Install it, let it run for a week, then look at the grounding queries report. You're looking for mismatches. If AI engines think your homepage answers "what is [category]" but your buyers are asking "how much does [service] cost for a 50-person company," that mismatch is why you're not getting cited.

Step 3: Fix Your Metadata and Structure

This is the least exciting step and the most important one. AI engines read your site differently than Google's crawler does. They're looking for clear, parseable signals about what you do, who you serve, and what makes you credible.

Four things to check:

Your schema markup. If you don't have Organization schema on your homepage, add it. It should include your name, description, founding date, service areas, and links to your social profiles. This is machine-readable metadata that AI engines use to build their understanding of your brand. You can generate it for free at Schema.org and paste it into your site's header.

Your about and services pages. Read them out loud. If you couldn't explain to a stranger in two sentences what you do and who you do it for, an AI engine can't figure it out either. Be specific. "We build custom CRMs for independent insurance agencies with 10 to 50 employees" is parseable. "We help businesses grow through innovative solutions" is noise.

Your FAQ content. AI engines love direct question-and-answer formats. If you have a FAQ page, make sure the questions match how real buyers actually phrase things. Use the language from your sales calls, your support tickets, your Google reviews. That's the vocabulary buyers are typing into AI chatbots.

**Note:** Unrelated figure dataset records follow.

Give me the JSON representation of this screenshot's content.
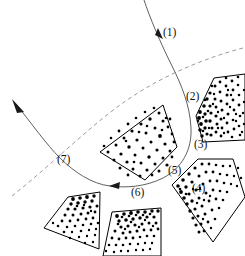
{
  "figure": {
    "width": 245,
    "height": 256,
    "background_color": "#ffffff",
    "outline_color": "#000000",
    "speck_color": "#000000",
    "flow_curve_color": "#4d4d4d",
    "dashed_curve_color": "#8e8e8e"
  },
  "labels": [
    {
      "id": "label-1",
      "text": "(1)",
      "x": 163,
      "y": 36
    },
    {
      "id": "label-2",
      "text": "(2)",
      "x": 186,
      "y": 100
    },
    {
      "id": "label-3",
      "text": "(3)",
      "x": 194,
      "y": 148
    },
    {
      "id": "label-4",
      "text": "(4)",
      "x": 192,
      "y": 192
    },
    {
      "id": "label-5",
      "text": "(5)",
      "x": 168,
      "y": 174
    },
    {
      "id": "label-6",
      "text": "(6)",
      "x": 131,
      "y": 196
    },
    {
      "id": "label-7",
      "text": "(7)",
      "x": 57,
      "y": 163
    }
  ],
  "regions": [
    {
      "id": "region-center",
      "name": "center-polygon",
      "points": "100,152 163,105 177,147 145,180",
      "speck_count": 52,
      "speck_size": "mixed"
    },
    {
      "id": "region-upper-right",
      "name": "upper-right-wedge",
      "points": "196,115 212,79 245,76 245,139 202,141",
      "speck_count": 74,
      "speck_size": "mixed"
    },
    {
      "id": "region-right-lower",
      "name": "lower-right-wedge",
      "points": "172,184 197,160 232,160 245,196 214,241",
      "speck_count": 62,
      "speck_size": "mixed"
    },
    {
      "id": "region-bottom-center",
      "name": "bottom-center-wedge",
      "points": "112,212 160,208 160,256 104,256",
      "speck_count": 58,
      "speck_size": "mixed"
    },
    {
      "id": "region-bottom-left",
      "name": "bottom-left-wedge",
      "points": "68,197 99,192 98,248 44,228",
      "speck_count": 44,
      "speck_size": "mixed"
    }
  ],
  "curves": [
    {
      "id": "flow-streamline",
      "name": "flow-streamline",
      "style": "solid",
      "description": "streamline entering from top, wrapping around right and bottom of the center region, exiting to upper left"
    },
    {
      "id": "dashed-boundary",
      "name": "dashed-boundary-arc",
      "style": "dashed",
      "description": "dashed arc from upper right to lower left"
    }
  ],
  "arrows": [
    {
      "id": "arrow-top",
      "name": "arrow-top",
      "x": 158,
      "y": 31,
      "angle": 105
    },
    {
      "id": "arrow-left",
      "name": "arrow-left",
      "x": 15,
      "y": 103,
      "angle": 222
    },
    {
      "id": "arrow-bottom",
      "name": "arrow-bottom",
      "x": 114,
      "y": 186,
      "angle": 188
    }
  ]
}
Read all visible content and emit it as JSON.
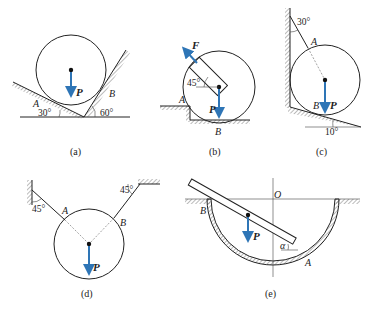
{
  "figure": {
    "panels": [
      {
        "id": "a",
        "caption": "(a)",
        "labels": {
          "A": "A",
          "B": "B",
          "P": "P"
        },
        "angles": {
          "left_incline": "30°",
          "right_incline": "60°"
        }
      },
      {
        "id": "b",
        "caption": "(b)",
        "labels": {
          "A": "A",
          "B": "B",
          "P": "P",
          "F": "F"
        },
        "angles": {
          "handle": "45°"
        }
      },
      {
        "id": "c",
        "caption": "(c)",
        "labels": {
          "A": "A",
          "B": "B",
          "P": "P"
        },
        "angles": {
          "rope": "30°",
          "incline": "10°"
        }
      },
      {
        "id": "d",
        "caption": "(d)",
        "labels": {
          "A": "A",
          "B": "B",
          "P": "P"
        },
        "angles": {
          "left_rope": "45°",
          "right_rope": "45°"
        }
      },
      {
        "id": "e",
        "caption": "(e)",
        "labels": {
          "A": "A",
          "B": "B",
          "P": "P",
          "O": "O"
        },
        "angles": {
          "rod": "α"
        }
      }
    ],
    "colors": {
      "force_arrow": "#2e75b6",
      "line": "#222222"
    }
  }
}
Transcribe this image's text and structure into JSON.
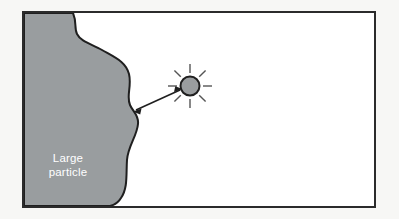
{
  "figure": {
    "type": "scientific-diagram",
    "caption_text": "",
    "frame": {
      "border_color": "#2b2b2b",
      "border_width": 2,
      "fill_color": "#ffffff",
      "outer_background": "#f7f7f5",
      "x": 22,
      "y": 11,
      "width": 354,
      "height": 197
    },
    "large_particle": {
      "label_line1": "Large",
      "label_line2": "particle",
      "label_color": "#ffffff",
      "fill_color": "#999d9f",
      "outline_color": "#1f1f1f",
      "outline_width": 2,
      "label_x": 68,
      "label_y1": 158,
      "label_y2": 172
    },
    "small_particle": {
      "name": "small-particle",
      "fill_color": "#9a9d9f",
      "outline_color": "#1f1f1f",
      "outline_width": 2,
      "center_x": 190,
      "center_y": 86,
      "radius": 9.5,
      "ray_count": 8,
      "ray_color": "#555555",
      "ray_inner_radius": 13,
      "ray_outer_radius": 22,
      "ray_width": 1.4
    },
    "arrow": {
      "name": "double-headed-arrow",
      "color": "#1f1f1f",
      "width": 1.6,
      "double_headed": true,
      "from_x": 134,
      "from_y": 111,
      "to_x": 181,
      "to_y": 90
    }
  }
}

Citations about you. AI engines build their understanding of your brand partly from what other sites say about you. That means press mentions, directory listings, guest posts, podcast appearances. Each one is a data point. If the only information about you online lives on your own site, you're working with a thin evidence base.


A Real Example of What This Looks Like

Say you run a bookkeeping firm in Austin that works with restaurants. Right now, if a restaurant owner asks Perplexity "who does bookkeeping for restaurants in Austin," you probably don't come up. Not because you're not good, but because:

  1. Your site says "bookkeeping services" without specifying restaurants
  2. You have no schema markup telling AI engines your service area
  3. Your FAQ talks about tax prep and payroll, but not the specific pain points restaurant owners search for (food cost tracking, tip reporting, inventory reconciliation)

Fix those three things and you've meaningfully changed your odds of appearing in that answer. It's not guaranteed. But right now you're at zero, and zero has nowhere to go but up.


What This Is Not

This is not a replacement for SEO. Google still sends the majority of organic traffic for most SMBs. You don't abandon that.

This is also not something you need to pay a specialist $5,000 a month to manage. The audit I described above costs you time, not money. The tools (Microsoft Clarity, Schema.org) are free. The content work is something you or someone on your team can do.

What it is, is a new layer. Buyers are increasingly starting their vendor research with a question typed into an AI chatbot. If your brand doesn't show up in that answer, you're not in the consideration set. You're not losing the deal. You're not even in the room.

The companies that figure this out in the next 12 months will have a real advantage over the ones who wait until it's obvious.